This book is a finalist in the Best SF Novel category of the 2017 Dragon Awards. It’s published by Tuscany Bay Publishing and runs about 325 pages.

Peter Childress and Charlie Womack are driving to an engineering conference in Phoenix where Peter is supposed to do a presentation. They get lost taking a backroad shortcut, and just as they’re about to run out of gas, they find the Infinity Hotel. It’s been a long, tiring day, so they’re happy to find a great place to spend the night. However, once they’re checked in, Peter starts to wonder about the hotel, which is seemingly infinite on the inside. The lobby is luxurious; the rooms are huge, and the entrance they came in seems to have disappeared. Not only that, but the guests seem to be dressed from different places and times. Charlie has located the casino, and Peter can’t seem to get him to focus on the problem. Instead, he finds an ally in the desk clerk Liz. Can the two of them figure out what’s going on? What will they do then?

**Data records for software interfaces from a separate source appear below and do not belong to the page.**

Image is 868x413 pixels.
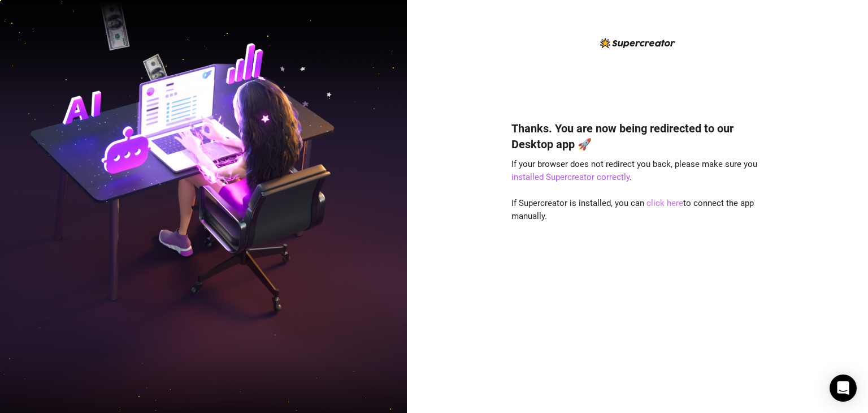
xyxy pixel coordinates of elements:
[511,120,763,152] h4: Thanks. You are now being redirected to our Desktop app 🚀
[829,374,856,401] div: Open Intercom Messenger
[511,159,757,183] span: If your browser does not redirect you back, please make sure you .
[511,172,629,182] a: installed Supercreator correctly
[600,38,675,48] img: logo-BBDzfeDw.svg
[647,198,683,208] a: click here
[511,198,753,222] span: If Supercreator is installed, you can to connect the app manually.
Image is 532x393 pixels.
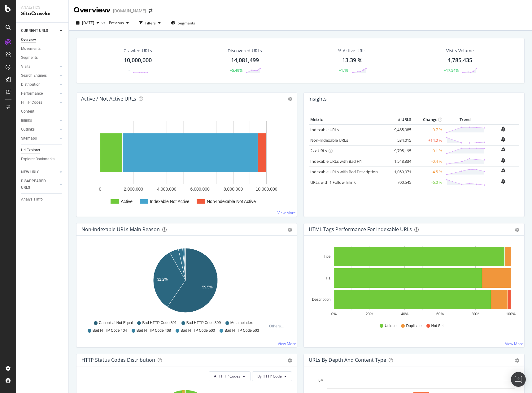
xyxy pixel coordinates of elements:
[21,54,64,61] a: Segments
[318,378,323,382] text: 6M
[223,187,243,192] text: 8,000,000
[309,246,517,317] div: A chart.
[21,10,64,17] div: SiteCrawler
[472,312,479,316] text: 80%
[515,359,520,363] div: gear
[432,323,444,329] span: Not Set
[278,341,296,346] a: View More
[82,20,94,25] span: 2025 Aug. 3rd
[338,48,367,54] div: % Active URLs
[288,97,292,101] i: Options
[99,320,133,326] span: Canonical Not Equal
[81,246,290,317] svg: A chart.
[21,126,35,133] div: Outlinks
[21,147,40,153] div: Url Explorer
[21,45,64,52] a: Movements
[178,21,195,26] span: Segments
[124,57,152,64] div: 10,000,000
[214,374,240,379] span: All HTTP Codes
[385,323,397,329] span: Unique
[388,167,413,177] td: 1,059,071
[323,254,331,258] text: Title
[124,187,143,192] text: 2,000,000
[21,64,30,70] div: Visits
[81,115,290,212] svg: A chart.
[401,312,408,316] text: 40%
[511,372,526,387] div: Open Intercom Messenger
[128,68,130,73] div: -
[310,180,356,185] a: URLs with 1 Follow Inlink
[501,168,506,173] div: bell-plus
[21,99,58,106] a: HTTP Codes
[252,372,292,381] button: By HTTP Code
[366,312,373,316] text: 20%
[113,7,146,14] div: [DOMAIN_NAME]
[501,137,506,142] div: bell-plus
[21,90,43,97] div: Performance
[21,81,40,88] div: Distribution
[388,145,413,156] td: 9,795,195
[157,187,176,192] text: 4,000,000
[413,135,444,145] td: +14.0 %
[225,328,259,333] span: Bad HTTP Code 503
[181,328,215,333] span: Bad HTTP Code 500
[21,45,40,52] div: Movements
[388,125,413,135] td: 9,465,985
[515,228,520,232] div: gear
[21,178,58,191] a: DISAPPEARED URLS
[21,117,58,124] a: Inlinks
[257,374,282,379] span: By HTTP Code
[413,115,444,125] th: Change
[74,18,102,28] button: [DATE]
[169,18,197,28] button: Segments
[505,341,523,346] a: View More
[21,126,58,133] a: Outlinks
[326,276,331,281] text: H1
[501,147,506,152] div: bell-plus
[501,158,506,163] div: bell-plus
[209,372,250,381] button: All HTTP Codes
[21,5,64,10] div: Analytics
[406,323,421,329] span: Duplicate
[21,99,42,106] div: HTTP Codes
[74,5,111,16] div: Overview
[124,48,152,54] div: Crawled URLs
[136,328,171,333] span: Bad HTTP Code 408
[93,328,127,333] span: Bad HTTP Code 404
[21,36,36,43] div: Overview
[21,169,58,175] a: NEW URLS
[444,115,487,125] th: Trend
[21,147,64,153] a: Url Explorer
[312,297,330,302] text: Description
[21,64,58,70] a: Visits
[231,57,259,64] div: 14,081,499
[444,68,459,73] div: +17.54%
[413,125,444,135] td: -0.7 %
[278,210,296,215] a: View More
[332,312,337,316] text: 0%
[342,57,363,64] div: 13.39 %
[413,177,444,187] td: -6.0 %
[413,145,444,156] td: -0.1 %
[21,156,55,162] div: Explorer Bookmarks
[186,320,221,326] span: Bad HTTP Code 309
[228,48,262,54] div: Discovered URLs
[21,178,52,191] div: DISAPPEARED URLS
[81,226,160,232] div: Non-Indexable URLs Main Reason
[506,312,516,316] text: 100%
[437,312,444,316] text: 60%
[21,108,34,115] div: Content
[310,137,348,143] a: Non-Indexable URLs
[21,108,64,115] a: Content
[310,158,362,164] a: Indexable URLs with Bad H1
[21,72,58,79] a: Search Engines
[136,18,163,28] button: Filters
[287,228,292,232] div: gear
[21,135,37,142] div: Sitemaps
[309,357,386,363] div: URLs by Depth and Content Type
[149,9,152,13] div: arrow-right-arrow-left
[310,169,378,175] a: Indexable URLs with Bad Description
[413,167,444,177] td: -4.5 %
[309,115,388,125] th: Metric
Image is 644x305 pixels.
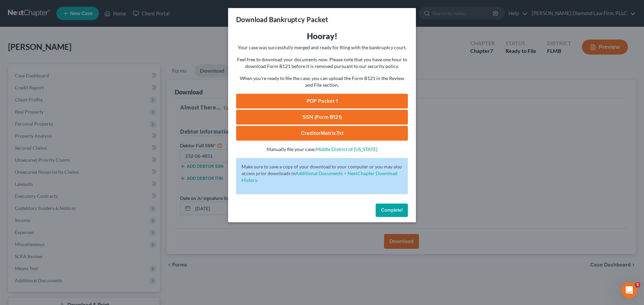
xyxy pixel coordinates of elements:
p: Feel free to download your documents now. Please note that you have one hour to download Form B12... [236,56,408,70]
h3: Download Bankruptcy Packet [236,15,328,24]
a: PDF Packet 1 [236,94,408,109]
p: Manually file your case: [236,146,408,153]
iframe: Intercom live chat [621,282,637,299]
p: When you're ready to file the case, you can upload the Form B121 in the Review and File section. [236,75,408,88]
span: 5 [635,282,640,288]
a: Middle District of [US_STATE] [316,147,377,152]
h3: Hooray! [236,31,408,41]
span: Complete! [381,207,402,213]
a: Additional Documents > NextChapter Download History. [242,170,397,183]
button: Complete! [375,204,408,217]
a: CreditorMatrix.txt [236,126,408,141]
p: Make sure to save a copy of your download to your computer or you may also access prior downloads in [242,164,402,184]
p: Your case was successfully merged and ready for filing with the bankruptcy court. [236,44,408,51]
a: SSN (Form B121) [236,110,408,125]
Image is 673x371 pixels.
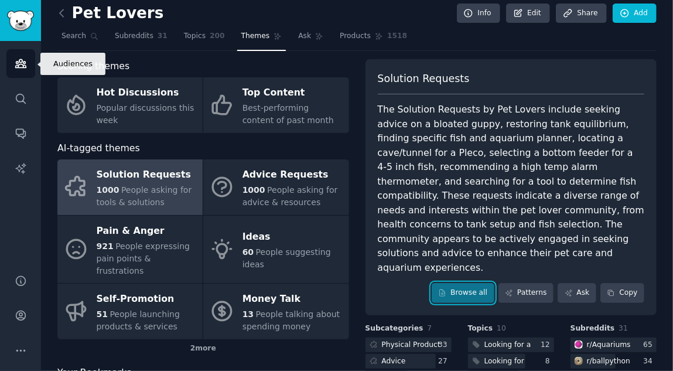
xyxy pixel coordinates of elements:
[243,247,331,269] span: People suggesting ideas
[340,31,371,42] span: Products
[382,356,406,367] div: Advice
[382,340,441,350] div: Physical Product
[499,283,554,303] a: Patterns
[546,356,554,367] div: 8
[298,31,311,42] span: Ask
[438,340,452,350] div: 33
[57,339,349,358] div: 2 more
[243,84,343,103] div: Top Content
[97,241,190,275] span: People expressing pain points & frustrations
[57,284,203,339] a: Self-Promotion51People launching products & services
[7,11,34,31] img: GummySearch logo
[97,166,197,185] div: Solution Requests
[575,341,583,349] img: Aquariums
[468,338,554,352] a: Looking for a12
[57,159,203,215] a: Solution Requests1000People asking for tools & solutions
[438,356,452,367] div: 27
[97,84,197,103] div: Hot Discussions
[203,159,349,215] a: Advice Requests1000People asking for advice & resources
[243,166,343,185] div: Advice Requests
[184,31,206,42] span: Topics
[57,4,164,23] h2: Pet Lovers
[243,228,343,247] div: Ideas
[97,185,192,207] span: People asking for tools & solutions
[468,324,493,334] span: Topics
[387,31,407,42] span: 1518
[243,247,254,257] span: 60
[497,324,506,332] span: 10
[366,324,424,334] span: Subcategories
[210,31,225,42] span: 200
[485,356,525,367] div: Looking for
[571,354,657,369] a: ballpythonr/ballpython34
[619,324,628,332] span: 31
[243,103,334,125] span: Best-performing content of past month
[556,4,607,23] a: Share
[243,290,343,309] div: Money Talk
[241,31,270,42] span: Themes
[57,77,203,133] a: Hot DiscussionsPopular discussions this week
[571,324,615,334] span: Subreddits
[97,309,108,319] span: 51
[587,356,631,367] div: r/ ballpython
[57,27,103,51] a: Search
[243,309,341,331] span: People talking about spending money
[97,103,195,125] span: Popular discussions this week
[97,309,180,331] span: People launching products & services
[378,103,645,275] div: The Solution Requests by Pet Lovers include seeking advice on a bloated guppy, restoring tank equ...
[158,31,168,42] span: 31
[558,283,597,303] a: Ask
[62,31,86,42] span: Search
[366,354,452,369] a: Advice27
[97,222,197,240] div: Pain & Anger
[203,216,349,284] a: Ideas60People suggesting ideas
[468,354,554,369] a: Looking for8
[506,4,550,23] a: Edit
[180,27,229,51] a: Topics200
[575,357,583,365] img: ballpython
[541,340,554,350] div: 12
[57,216,203,284] a: Pain & Anger921People expressing pain points & frustrations
[57,59,130,74] span: Scoring themes
[97,185,120,195] span: 1000
[485,340,532,350] div: Looking for a
[336,27,411,51] a: Products1518
[644,340,657,350] div: 65
[97,290,197,309] div: Self-Promotion
[115,31,154,42] span: Subreddits
[243,309,254,319] span: 13
[294,27,328,51] a: Ask
[644,356,657,367] div: 34
[601,283,645,303] button: Copy
[571,338,657,352] a: Aquariumsr/Aquariums65
[366,338,452,352] a: Physical Product33
[203,284,349,339] a: Money Talk13People talking about spending money
[432,283,495,303] a: Browse all
[428,324,433,332] span: 7
[378,72,470,86] span: Solution Requests
[457,4,501,23] a: Info
[111,27,172,51] a: Subreddits31
[243,185,265,195] span: 1000
[203,77,349,133] a: Top ContentBest-performing content of past month
[97,241,114,251] span: 921
[57,141,140,156] span: AI-tagged themes
[237,27,287,51] a: Themes
[243,185,338,207] span: People asking for advice & resources
[613,4,657,23] a: Add
[587,340,631,350] div: r/ Aquariums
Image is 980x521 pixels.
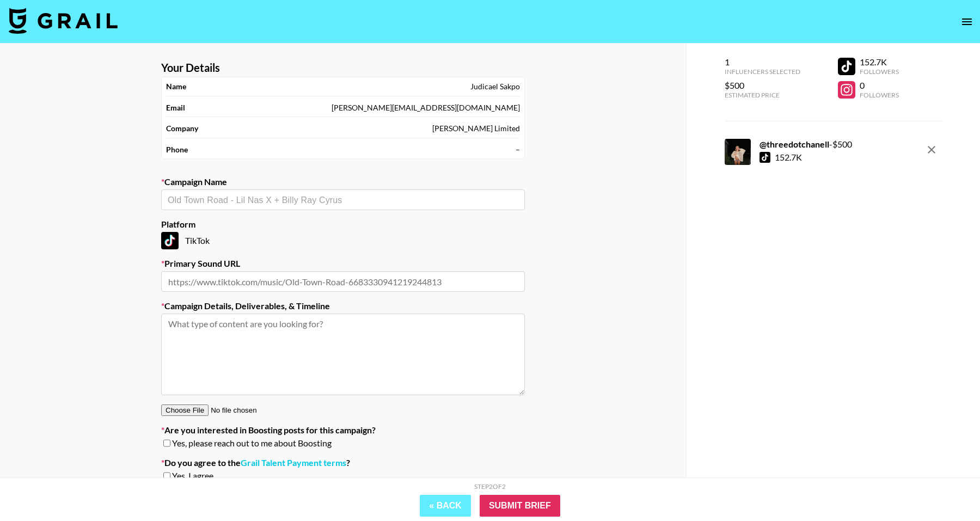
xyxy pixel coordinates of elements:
[725,56,800,67] div: 1
[168,194,519,206] input: Old Town Road - Lil Nas X + Billy Ray Cyrus
[860,67,899,76] div: Followers
[860,80,899,91] div: 0
[480,494,561,516] input: Submit Brief
[161,259,525,269] label: Primary Sound URL
[166,103,185,112] strong: Email
[9,8,117,34] img: Grail Talent
[860,91,899,99] div: Followers
[332,103,520,112] div: [PERSON_NAME][EMAIL_ADDRESS][DOMAIN_NAME]
[432,123,520,133] div: [PERSON_NAME] Limited
[166,145,188,155] strong: Phone
[172,470,213,481] span: Yes, I agree
[419,494,471,516] button: « Back
[161,424,525,435] label: Are you interested in Boosting posts for this campaign?
[161,271,525,292] input: https://www.tiktok.com/music/Old-Town-Road-6683330941219244813
[240,457,346,469] a: Grail Talent Payment terms
[166,82,187,91] strong: Name
[161,61,220,75] strong: Your Details
[161,177,525,187] label: Campaign Name
[760,139,829,149] strong: @ threedotchanell
[926,467,967,508] iframe: Drift Widget Chat Controller
[725,80,800,91] div: $500
[725,67,800,76] div: Influencers Selected
[166,123,198,133] strong: Company
[161,219,525,230] label: Platform
[725,91,800,99] div: Estimated Price
[474,483,506,490] div: Step 2 of 2
[515,145,520,155] div: –
[921,139,942,161] button: remove
[956,11,978,33] button: open drawer
[860,56,899,67] div: 152.7K
[760,139,852,150] div: - $ 500
[471,82,520,91] div: Judicael Sakpo
[161,457,525,469] label: Do you agree to the ?
[775,152,802,163] div: 152.7K
[161,301,525,312] label: Campaign Details, Deliverables, & Timeline
[161,232,525,249] div: TikTok
[161,232,179,249] img: TikTok
[172,437,332,448] span: Yes, please reach out to me about Boosting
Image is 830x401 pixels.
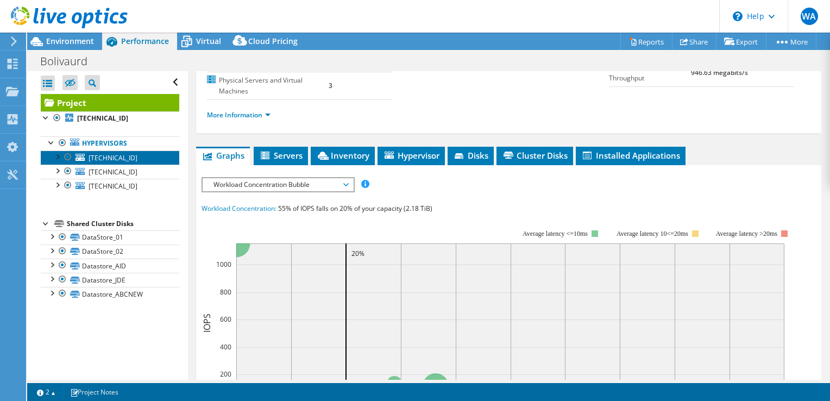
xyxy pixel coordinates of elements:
[89,153,138,163] span: [TECHNICAL_ID]
[89,167,138,177] span: [TECHNICAL_ID]
[329,81,333,90] b: 3
[352,249,365,258] text: 20%
[63,385,126,399] a: Project Notes
[46,36,94,46] span: Environment
[716,230,777,238] text: Average latency >20ms
[609,62,691,84] label: Peak Aggregate Network Throughput
[202,204,277,213] span: Workload Concentration:
[316,150,370,161] span: Inventory
[208,178,348,191] span: Workload Concentration Bubble
[216,260,232,269] text: 1000
[259,150,303,161] span: Servers
[41,94,179,111] a: Project
[41,245,179,259] a: DataStore_02
[691,68,748,77] b: 946.63 megabits/s
[201,313,213,332] text: IOPS
[196,36,221,46] span: Virtual
[41,165,179,179] a: [TECHNICAL_ID]
[621,33,673,50] a: Reports
[733,11,743,21] svg: \n
[801,8,819,25] span: WA
[89,182,138,191] span: [TECHNICAL_ID]
[582,150,680,161] span: Installed Applications
[41,287,179,301] a: Datastore_ABCNEW
[766,33,817,50] a: More
[121,36,169,46] span: Performance
[41,230,179,245] a: DataStore_01
[248,36,298,46] span: Cloud Pricing
[41,179,179,193] a: [TECHNICAL_ID]
[383,150,440,161] span: Hypervisor
[67,217,179,230] div: Shared Cluster Disks
[207,75,329,97] label: Physical Servers and Virtual Machines
[202,150,245,161] span: Graphs
[716,33,767,50] a: Export
[672,33,717,50] a: Share
[41,111,179,126] a: [TECHNICAL_ID]
[41,136,179,151] a: Hypervisors
[41,273,179,287] a: Datastore_JDE
[278,204,433,213] span: 55% of IOPS falls on 20% of your capacity (2.18 TiB)
[35,55,104,67] h1: Bolivaurd
[220,370,232,379] text: 200
[220,288,232,297] text: 800
[41,151,179,165] a: [TECHNICAL_ID]
[207,110,271,120] a: More Information
[29,385,63,399] a: 2
[523,230,588,238] tspan: Average latency <=10ms
[77,114,128,123] b: [TECHNICAL_ID]
[453,150,489,161] span: Disks
[617,230,689,238] tspan: Average latency 10<=20ms
[220,315,232,324] text: 600
[502,150,568,161] span: Cluster Disks
[41,259,179,273] a: Datastore_AID
[220,342,232,352] text: 400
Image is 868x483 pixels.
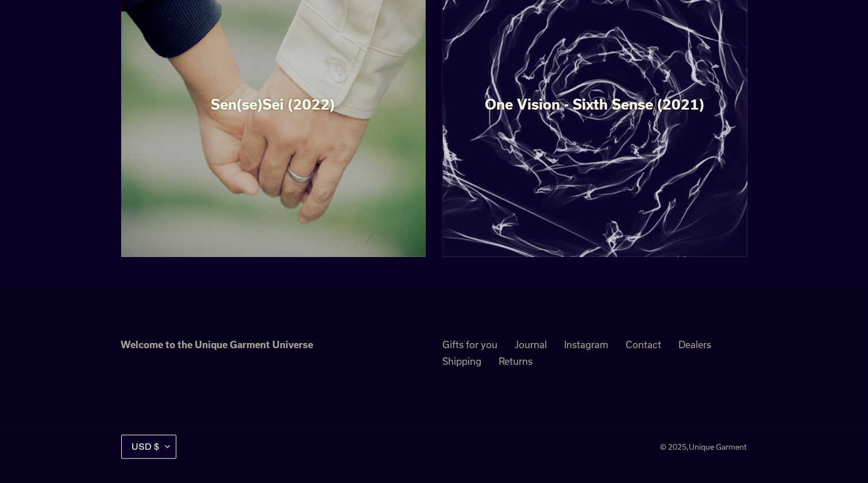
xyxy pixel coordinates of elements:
[121,435,176,458] button: USD $
[499,356,533,367] a: Returns
[121,339,314,350] strong: Welcome to the Unique Garment Universe
[442,97,747,114] div: One Vision - Sixth Sense (2021)
[660,442,747,452] small: © 2025,
[564,339,609,350] a: Instagram
[442,339,498,350] a: Gifts for you
[121,97,426,114] div: Sen(se)Sei (2022)
[679,339,712,350] a: Dealers
[689,442,747,452] a: Unique Garment
[515,339,547,350] a: Journal
[442,356,482,367] a: Shipping
[626,339,662,350] a: Contact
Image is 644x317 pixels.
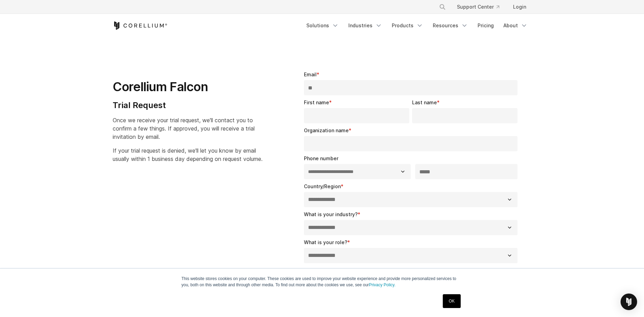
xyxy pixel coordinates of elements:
a: Industries [345,20,387,32]
a: Products [388,20,427,32]
span: If your trial request is denied, we'll let you know by email usually within 1 business day depend... [112,147,263,162]
span: What is your industry? [304,211,358,217]
a: Solutions [302,20,343,32]
span: Once we receive your trial request, we'll contact you to confirm a few things. If approved, you w... [112,116,255,140]
span: Phone number [304,155,338,161]
a: Pricing [474,20,498,32]
a: Privacy Policy. [369,283,396,287]
span: What is your role? [304,239,348,244]
a: About [500,20,532,32]
a: OK [443,294,461,308]
div: Navigation Menu [431,1,532,13]
span: Email [304,72,317,77]
span: Last name [413,99,437,105]
span: Organization name [304,127,348,133]
h4: Trial Request [112,100,263,111]
h1: Corellium Falcon [112,79,263,95]
p: Corellium needs the contact information you provide to us to contact you about our products and s... [304,266,521,296]
a: Corellium Home [112,21,167,30]
button: Search [437,1,449,13]
a: Login [508,1,532,13]
div: Open Intercom Messenger [621,293,637,310]
div: Navigation Menu [302,20,532,32]
a: Resources [429,20,472,32]
span: First name [304,99,329,105]
p: This website stores cookies on your computer. These cookies are used to improve your website expe... [182,275,463,287]
a: Support Center [452,1,506,13]
span: Country/Region [304,183,341,189]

This story is readable, old-fashioned, upbeat science fiction in the pulp style. It’s pretty much character driven, ending up light on the science part—on the hardness scale, it’s about on the level of the Star Trek series. Peter is the model of the nerdy engineer who finds adventure, along with a beautiful girl, and rises to the occasion when virtue, intelligence and a big heart are required.

On the con side, this requires a lot of suspension of disbelief. It uses standard SF memes like faster than light spaceflight, time travel, terra-forming, life-extension, etc., without delving into the science or adding any new insights. It has a utopian bent that’s very much counter to current trends, and I’d like to have seen some investigation of the consequences of godlike powers.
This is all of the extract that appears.